Mocking & Stubs
In a real-world application like CodeHarborHub, your code doesn't live in a bubble. It talks to:
- ๐ง Email Services (SendGrid/Nodemailer)
- ๐ณ Payment Gateways (Stripe/Razorpay)
- โ๏ธ Cloud Storage (AWS S3)
- ๐ External APIs (GitHub/Google)
If you use the real services during testing, your tests will be slow, they might cost you money, and they will fail if the internet goes down. We solve this by using Mocks and Stubs.
๐ง Whatโs the Difference?โ
While people often use these terms interchangeably, there is a technical difference:
| Concept | Simple Definition | Analogy |
|---|---|---|
| Stub | A "dumb" object that returns a hardcoded value. | A pre-recorded voicemail message. |
| Mock | A "smart" object that records how it was called. | A spy who reports back: "The target called me twice at 5:00 PM." |
When to use Mocking?โ
You should mock any dependency that is non-deterministic (unpredictable) or external:
- Network Requests: Don't hit a real URL; mock the response.
- Time: If a feature only works on weekends, "mock" the system clock to be a Saturday.
- Randomness: If a function generates a random ID, mock it to always return
123. - Costly Actions: Mocking the "Send Email" function so you don't spam real users during testing.
Mocking with Jestโ
Let's say we have a function that sends a "Course Completion" email to a student.
The Serviceโ
export const sendWelcomeEmail = async (email) => {
// Imagine this calls a real API like SendGrid
const response = await fetch('[https://api.sendgrid.com/v3/send](https://api.sendgrid.com/v3/send)', { ... });
return response.ok;
};
The Testโ
We want to test our signup logic without actually sending an email.
import * as emailService from './emailService';
import { signupUser } from './auth';
// 1. Tell Jest to "hijack" the email service
jest.mock('./emailService');
test('signup should call the email service', async () => {
// 2. Setup the "Mock" to return a successful value
emailService.sendWelcomeEmail.mockResolvedValue(true);
const result = await signupUser('ajay@example.com');
// 3. Assert: Check if the function was CALLED
expect(emailService.sendWelcomeEmail).toHaveBeenCalledTimes(1);
expect(emailService.sendWelcomeEmail).toHaveBeenCalledWith('ajay@example.com');
expect(result.success).toBe(true);
});
The Dangers of Over-Mockingโ
Mocking is powerful, but if you mock everything, your tests become useless.
- Bad: Mocking your own internal database logic in an Integration Test. (You want to test the real DB!)
- Good: Mocking the Stripe API in a Unit Test. (You don't want to charge a real card!)
Rule of Thumb: Mock the things you don't control (3rd party APIs). Don't mock the things you do control (your own logic).
Summary Checklistโ
- I understand that Mocks replace "Real-world" unpredictable services.
- I know that Stubs provide data, while Mocks verify behavior.
- I can use
jest.mock()to fake a module. - I understand that over-mocking can lead to tests that pass even when the app is broken.
Congratulations! You've learned how to build a professional testing suite. From Unit Tests to Mocks, you now have the tools to build a robust, industrial-level backend for CodeHarborHub.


Nothing but the text of the listing, repeated exactly, belongs in the answer; leave the images out.

=== Section Start ===

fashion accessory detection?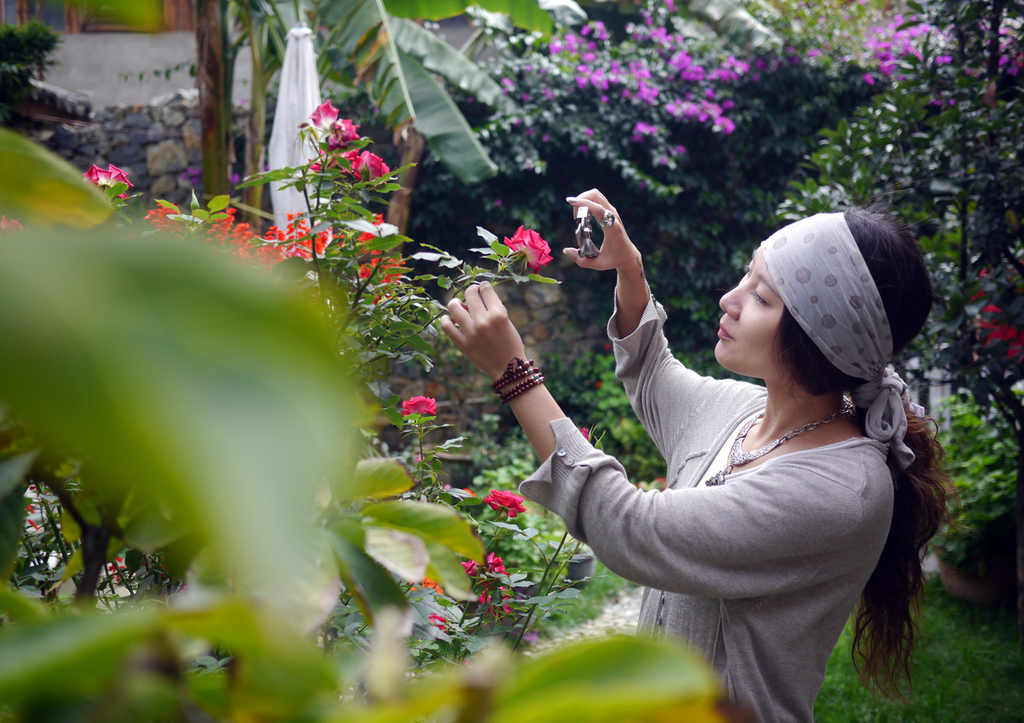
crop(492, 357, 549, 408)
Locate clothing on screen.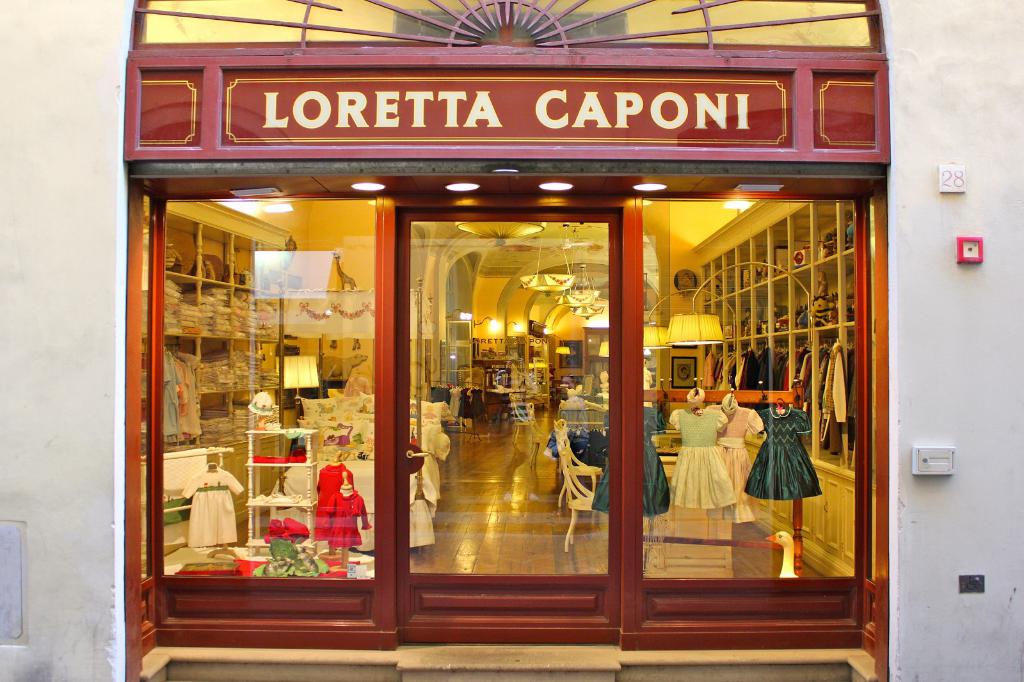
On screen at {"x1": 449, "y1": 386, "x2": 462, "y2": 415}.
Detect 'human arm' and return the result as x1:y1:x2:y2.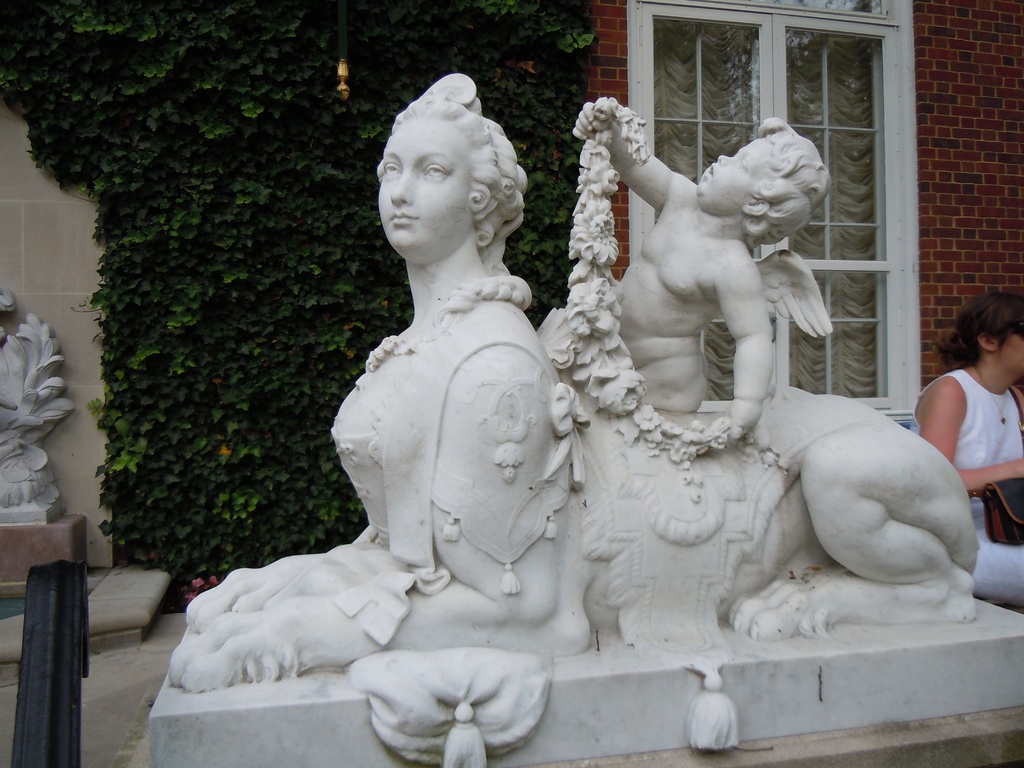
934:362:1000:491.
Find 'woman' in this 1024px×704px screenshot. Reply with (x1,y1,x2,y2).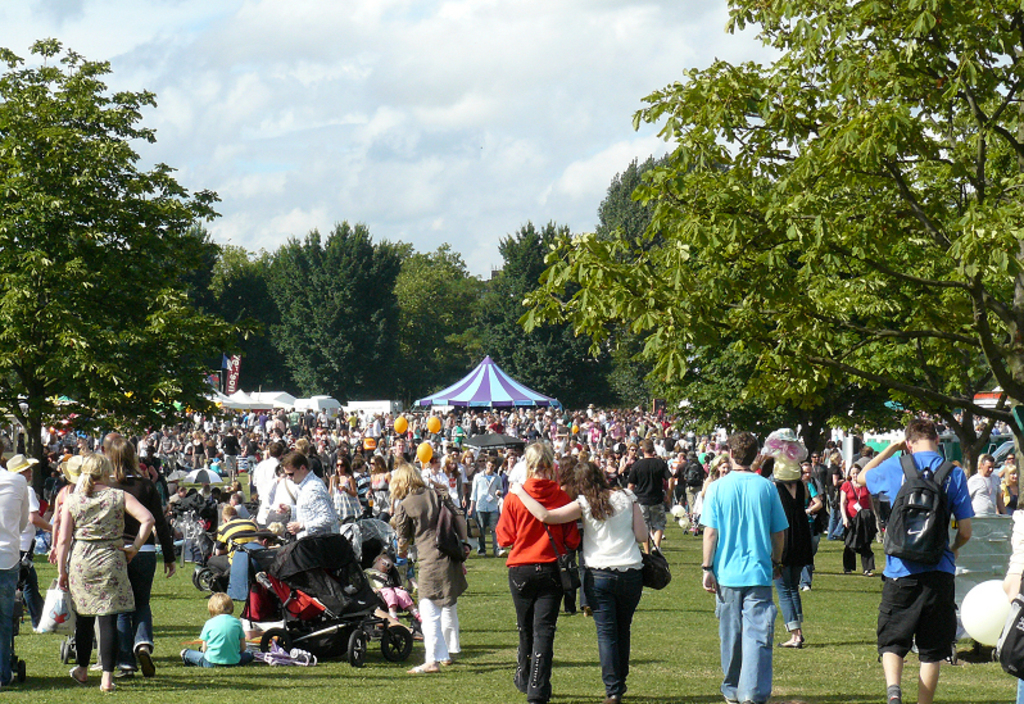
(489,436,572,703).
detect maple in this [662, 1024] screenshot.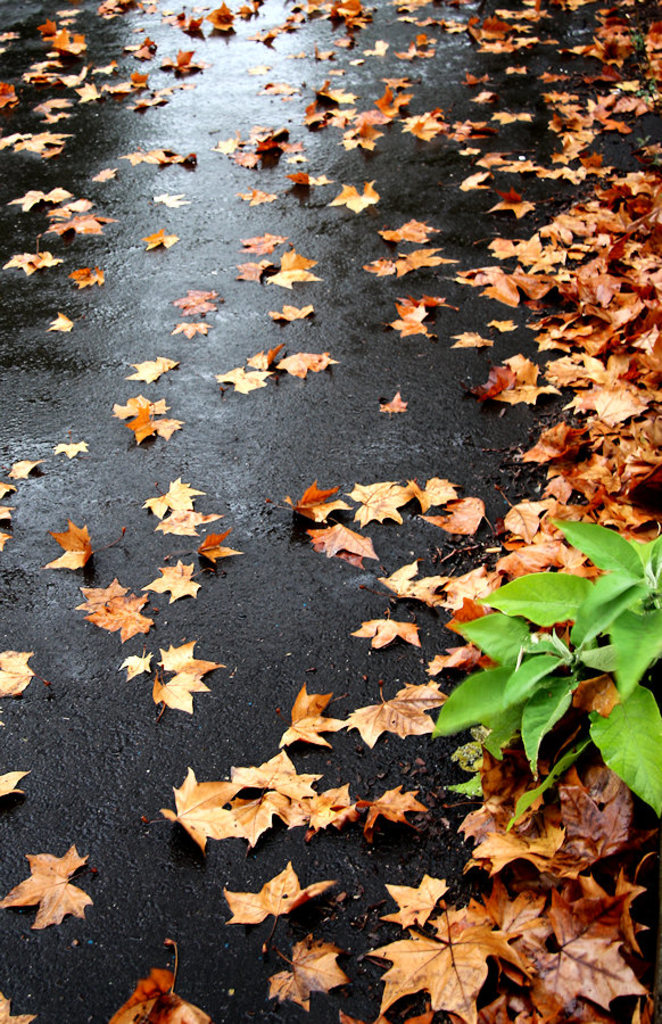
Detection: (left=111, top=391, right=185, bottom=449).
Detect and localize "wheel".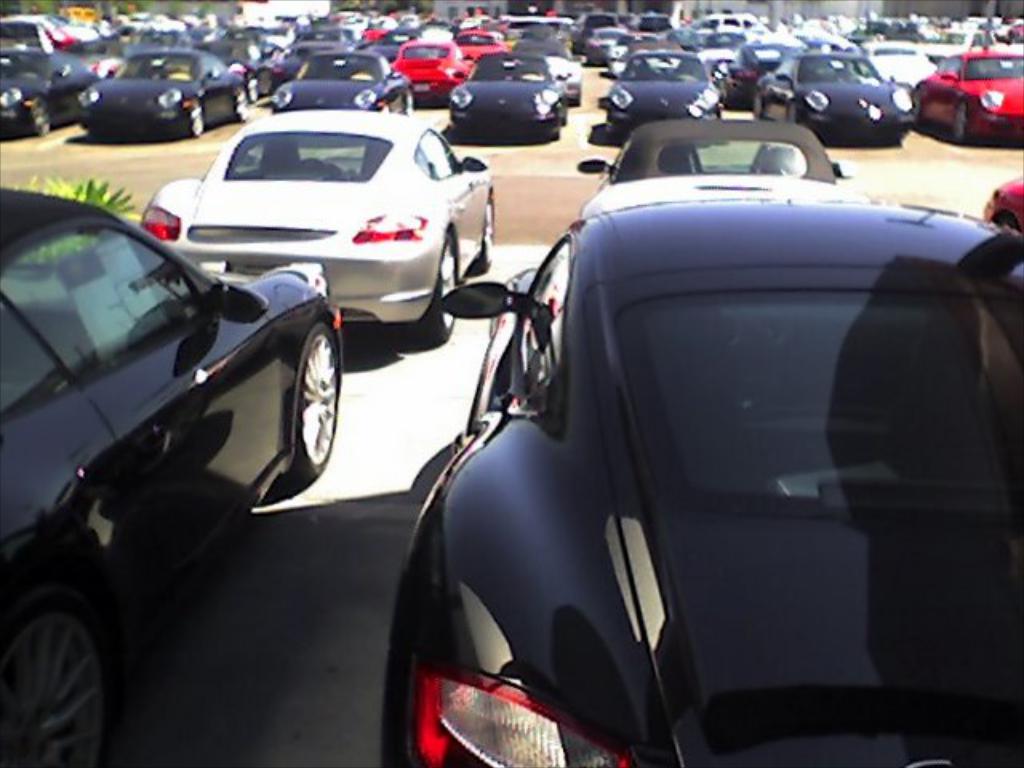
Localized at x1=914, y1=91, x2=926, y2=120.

=== Section End ===

**ANSWER BOX:**
fashion accessory detection?
crop(492, 357, 549, 408)
Locate clothing on screen.
On screen at {"x1": 449, "y1": 386, "x2": 462, "y2": 415}.
Detect 'human arm' and return the result as x1:y1:x2:y2.
934:362:1000:491.
Find 'woman' in this 1024px×704px screenshot. Reply with (x1,y1,x2,y2).
(489,436,572,703).
detect maple in this [662, 1024] screenshot.
Detection: (left=111, top=391, right=185, bottom=449).
Detect and localize "wheel".
Localized at x1=914, y1=91, x2=926, y2=120.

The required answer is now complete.